According to the company’s report on its third quarter 2007 results, the company planned 15 horizontal test wells in the shale. The company has since reported that two of those wells have gone on line with production rates of 1.4 million and 3.2 million cubic feet equivalent per day; three additional horizontal wells have tested with initial rates of 3.7 million, 4.3 million and 4.7 million cubic feet per day.
But there is a continuing debate regarding whether fracturing is pervasive in the shale at depth. In an April 2007 AAPG Explorer article Jeff Ventura, chief operating officer of Range Resources, said that the northern part of the Marcellus shale lacks natural fracturing, while the southern shale is fractured.
“The Range people, at least initially, felt that they were fracturing into unfractured shale,” Engelder said.
Engelder, however, thinks that the evidence for pervasive fracturing is compelling, and that there must be some other explanation for Range Resources not finding natural fractures — perhaps well stimulation occurred through casing perforations that aligned with intact rock between fractures.

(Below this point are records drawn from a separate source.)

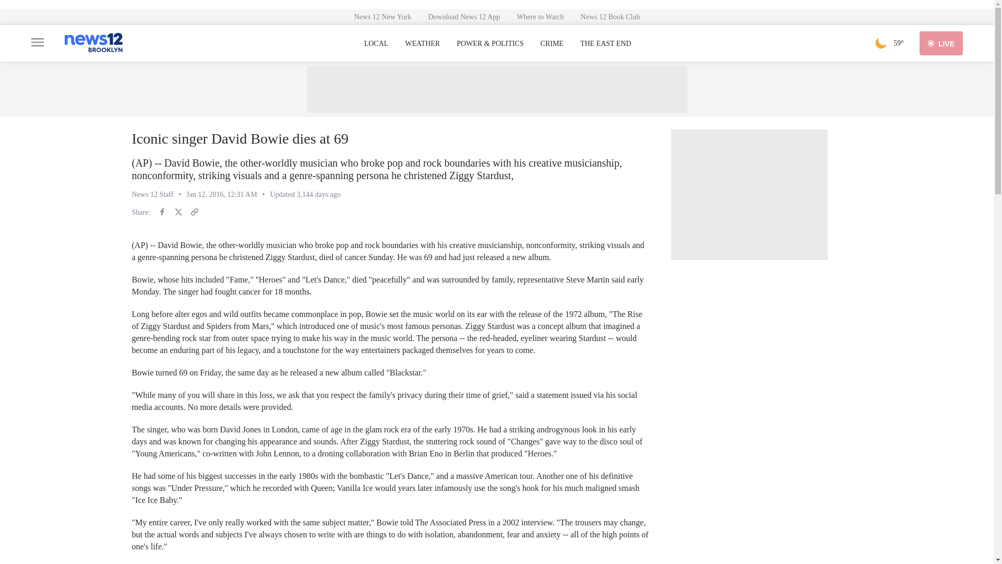 This screenshot has width=1002, height=564. I want to click on LIVE, so click(941, 43).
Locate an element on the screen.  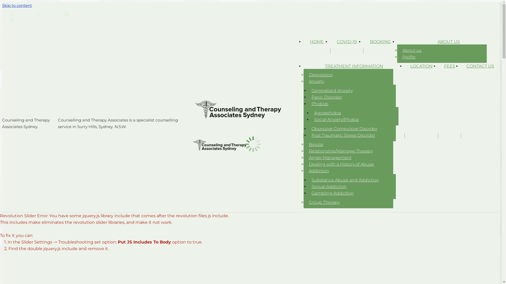
Panic Disorder is located at coordinates (327, 97).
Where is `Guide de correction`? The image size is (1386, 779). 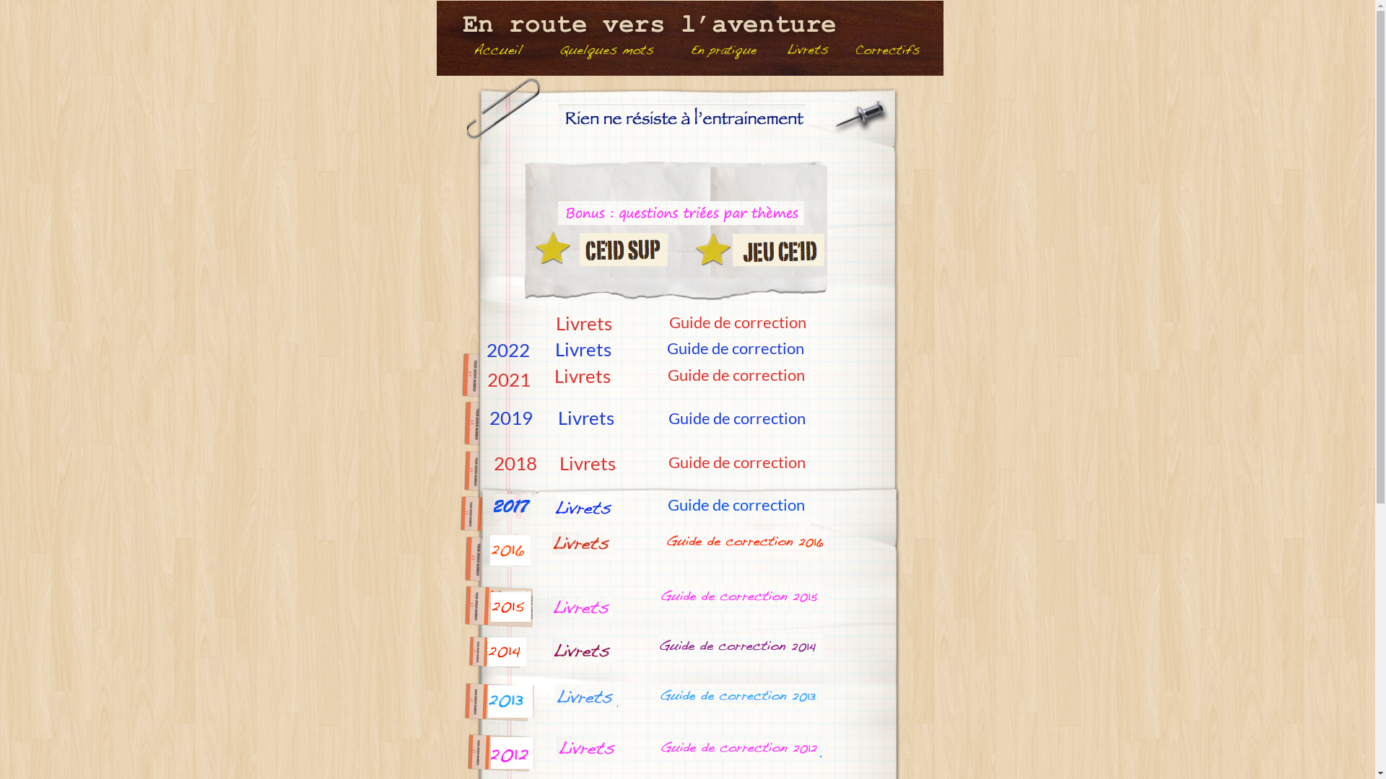
Guide de correction is located at coordinates (735, 348).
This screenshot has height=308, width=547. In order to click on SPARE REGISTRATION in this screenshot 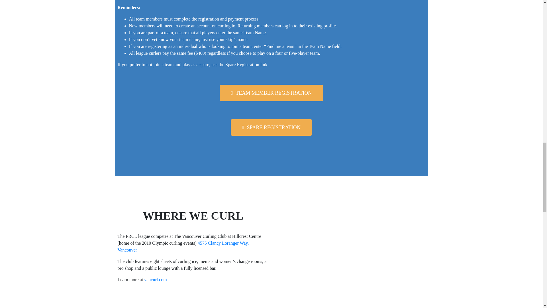, I will do `click(271, 127)`.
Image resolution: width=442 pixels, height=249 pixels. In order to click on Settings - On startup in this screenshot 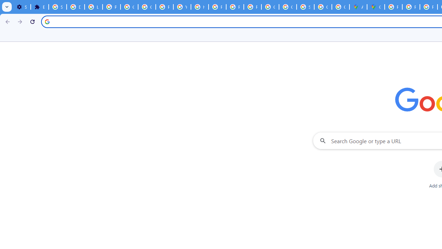, I will do `click(22, 7)`.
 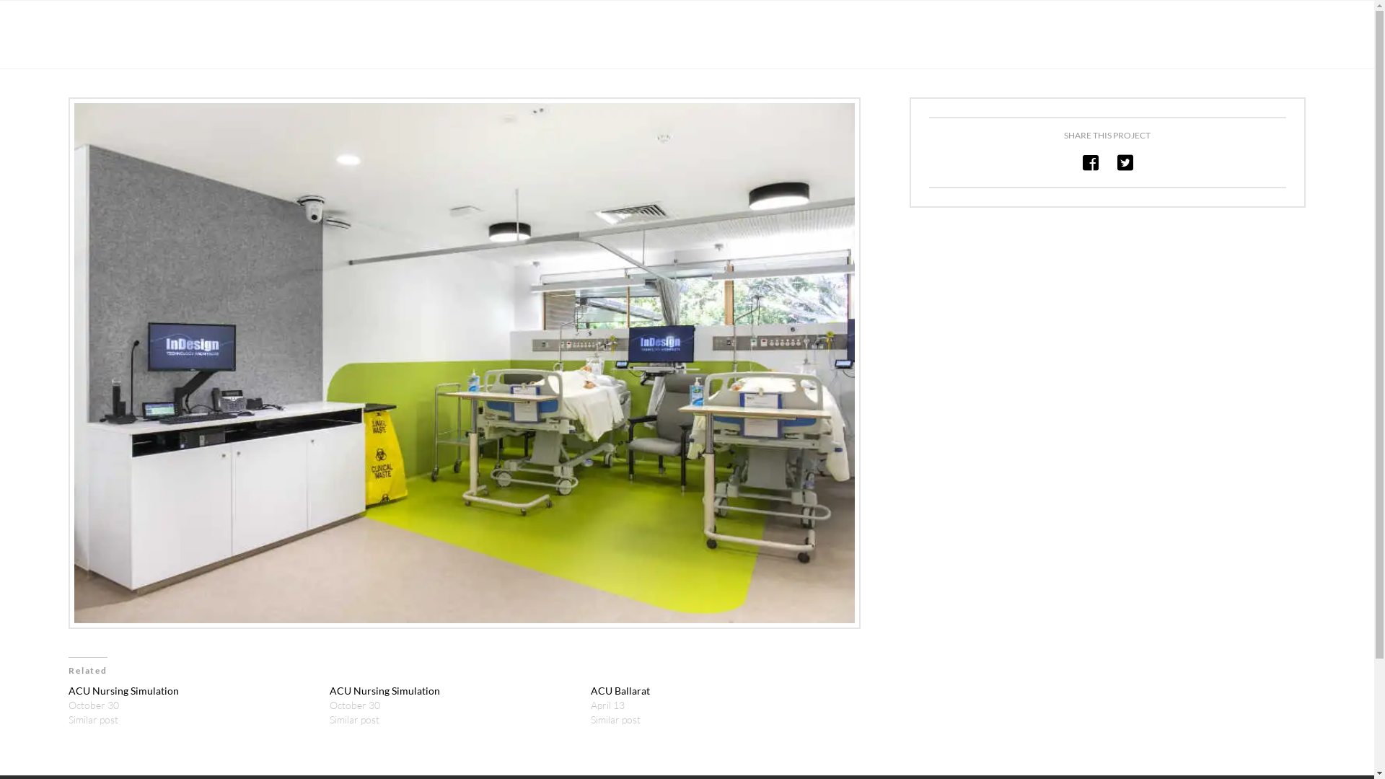 I want to click on CLIENTS, so click(x=1007, y=36).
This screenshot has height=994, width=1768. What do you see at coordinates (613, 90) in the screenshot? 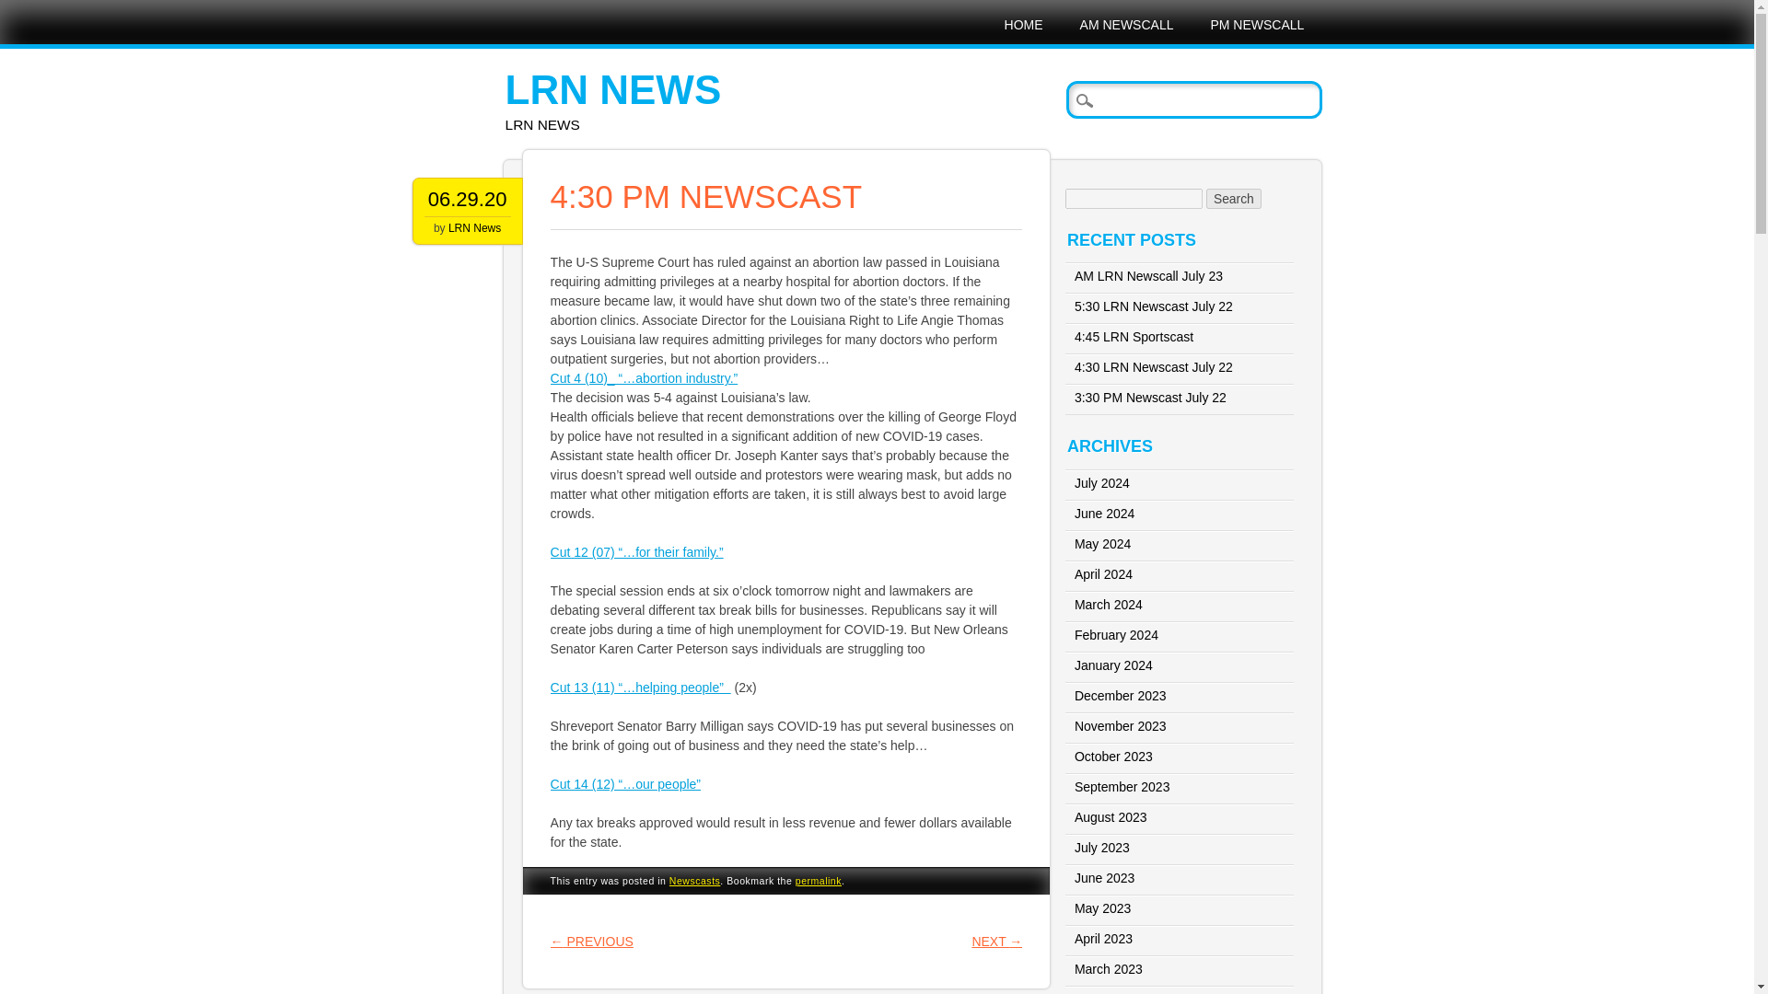
I see `LRN News` at bounding box center [613, 90].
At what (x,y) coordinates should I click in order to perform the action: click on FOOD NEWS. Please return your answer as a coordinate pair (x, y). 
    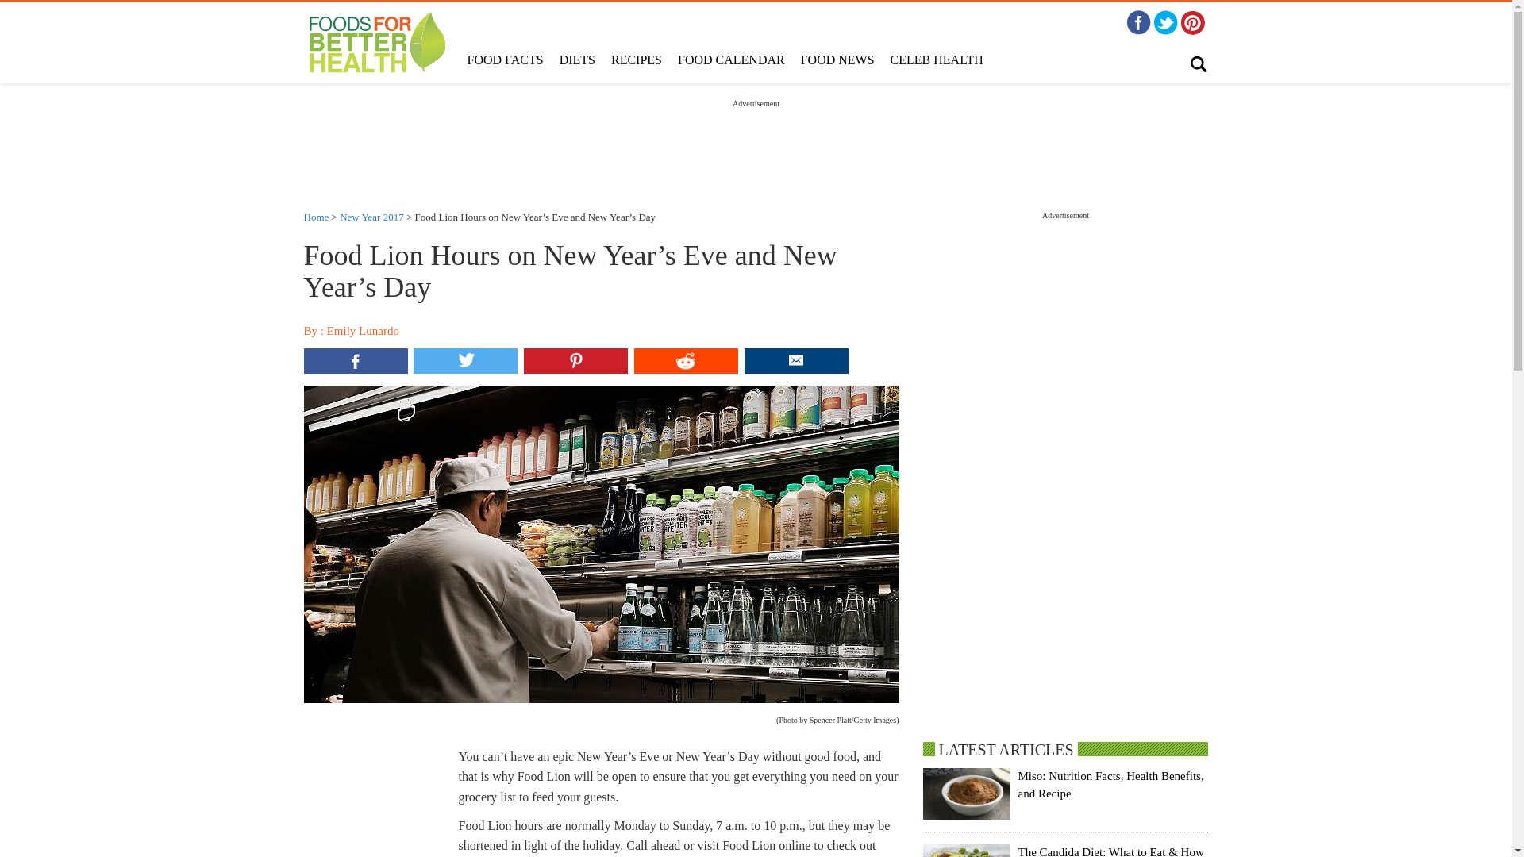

But with the need for expensive horizontal drilling, would gas production from the Marcellus shale prove financially viable?
Engelder thinks yes, especially given the track record of what Range Resources has achieved so far. The total daily production from the five Range Resources wells is in the order of 15 million cubic feet per day, Engelder said.
“The wells complete out, they say, at about $3 million a well,” Engelder said. Multiply the production volume by $8 per 1,000 cubic feet and “you can see in short order the wells are paid for,” he said. “… Those are the wells I think that are driving the huge excitement right now in the Appalachian basin concerning the Marcellus.”
And, of course, the basin is close to the major gas market of the eastern United States.